The Hebrew Bible, the original testament
The Hebrew Bible is a generic term for the canonical scriptures shared by Judaism and Christianity, where it is known respectively as the Tanakh and the Old Testament. Scholars of these texts often prefer to refer to them as the Hebrew Bible as their students may come from either faith.
The authors of the individual books included kings, prophets, historians and priests.
According to Jewish tradition, the contents of the Tanakh were formalised around 450 B.C.E. and thereafter changed very little. The oldest Hebrew manuscripts are those from Qumran and date from between 300 B.C.E. and 68 C.E., these include the whole text of Isaiah (Revell 1992, 598) and sections of many of the other books.
The most significant Hebrew manuscript for our understanding of the Hebrew Bible has historically been the Masoretic Text.

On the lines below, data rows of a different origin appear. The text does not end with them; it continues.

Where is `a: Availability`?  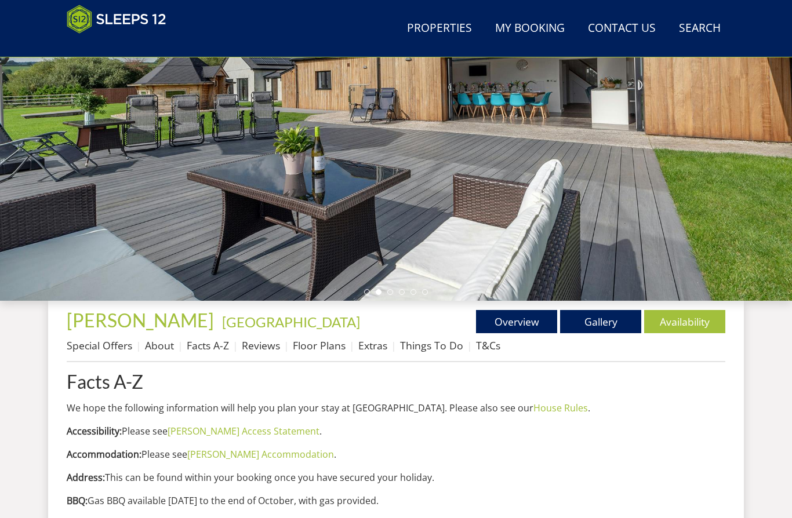
a: Availability is located at coordinates (685, 322).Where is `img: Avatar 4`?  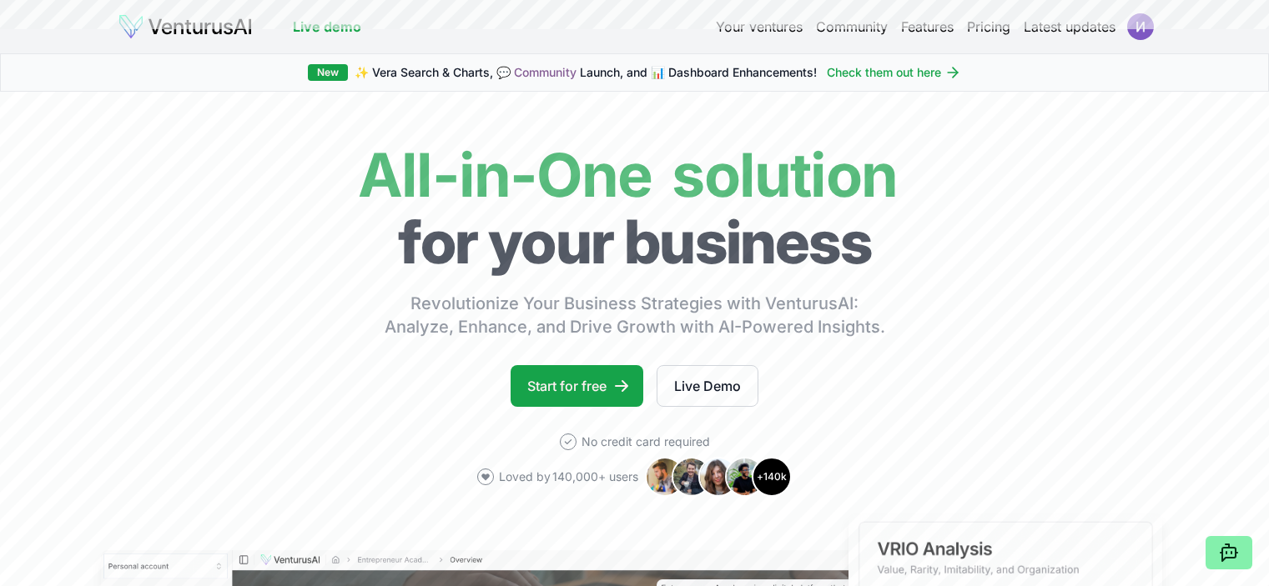 img: Avatar 4 is located at coordinates (745, 477). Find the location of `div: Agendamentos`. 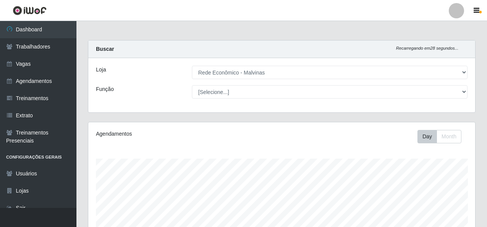

div: Agendamentos is located at coordinates (170, 134).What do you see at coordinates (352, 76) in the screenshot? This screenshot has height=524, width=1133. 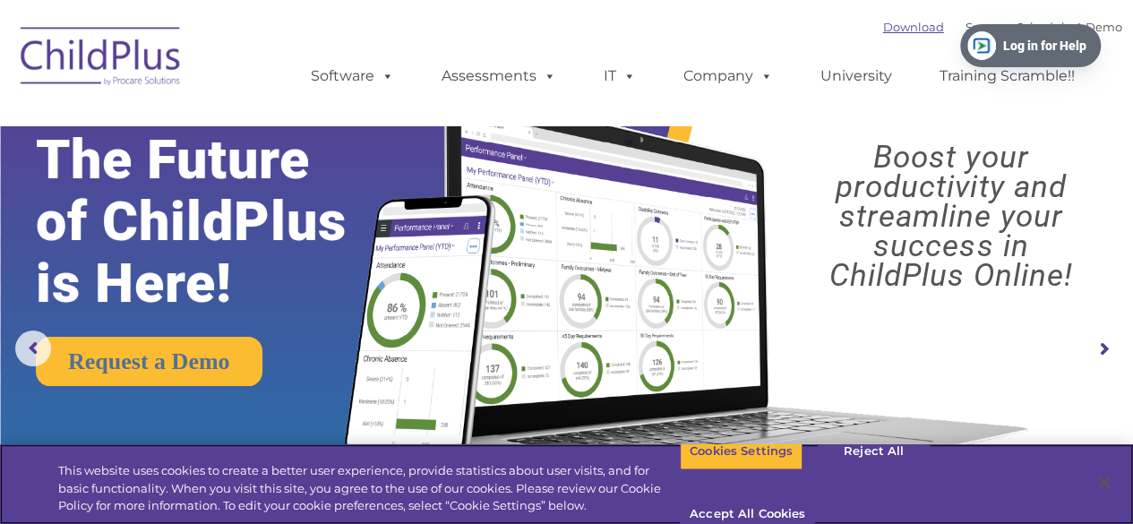 I see `a: Software` at bounding box center [352, 76].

Formulated by the Ninth Century C.E., this represented an attempt to produce a Hebrew canon with standardised vowel markings (Revell 1992, 599). It seems to have built upon verbal traditions concerning the reading of an early standardised version that lacked vowel markings, copies of which were probably in existence as early as the first century C.E. (Revell 1992, 599).
Between the third and first centuries B.C.E., scholars (generally accepted as having been based in Alexandria) undertook the task of translating the Tanakh into widely spoken Greek (Peters 1992, 1093). The outcome was a version, usually called the Septuagint from a tradition concerning the number of scholars who did the original translation work on the Pentateuch section. However, in parallel with this tradition there is the usual scholarly dispute over the precise origins of the Greek texts and even what should be called the Septuagint (Peters 1992,1093). ‘The Septuagint’ remains a convenient shorthand by which to refer to an early body of Greek literature that contained translations of the Hebrew texts.
The earliest primary witness to the Septuagint comprise fragments dating from the second to first centuries B.C.E. (Peters 1992, 1094). The infant Church adopted the Septuagint in preference to the Hebrew (Peters 1992, 1102), no-doubt prompted by the need for public teaching to be in the common tongue within such a multi-ethnic group. Quotations from the early church provide and important secondary witness to the text . A Greek translation is still used within the Eastern Orthodox Church.
The Septuagint preserves a tradition that pre-dates the Masoretic Text and, thought substantially the same, nevertheless differs from it in many ways (summarised in Peters 1992, 1101). These differences are generally omissions, additions, clarifications or abbreviations, however at times they are clearly attempts to influence interpretation. The text of Jeremiah is noteworthy as the Septuagint version is significantly shorter and apparently derived from a different tradition to that found in the Masoretic Text. Opinions vary as to the value of the additional stories found in Daniel (The Prayer of Azariah and the Three Young Men, Bel and the Dragon, and the Story of Susanna), all of which appear in the Apocrypha.
The Samaritans preserved their own version of the Pentateuch which differs in minor details from the canonical Hebrew Bible. Stephen appears to have quoted from this (Keener 1993, Acts 7:2-9) when he defended himself before the council (Acts 6:8–7:52).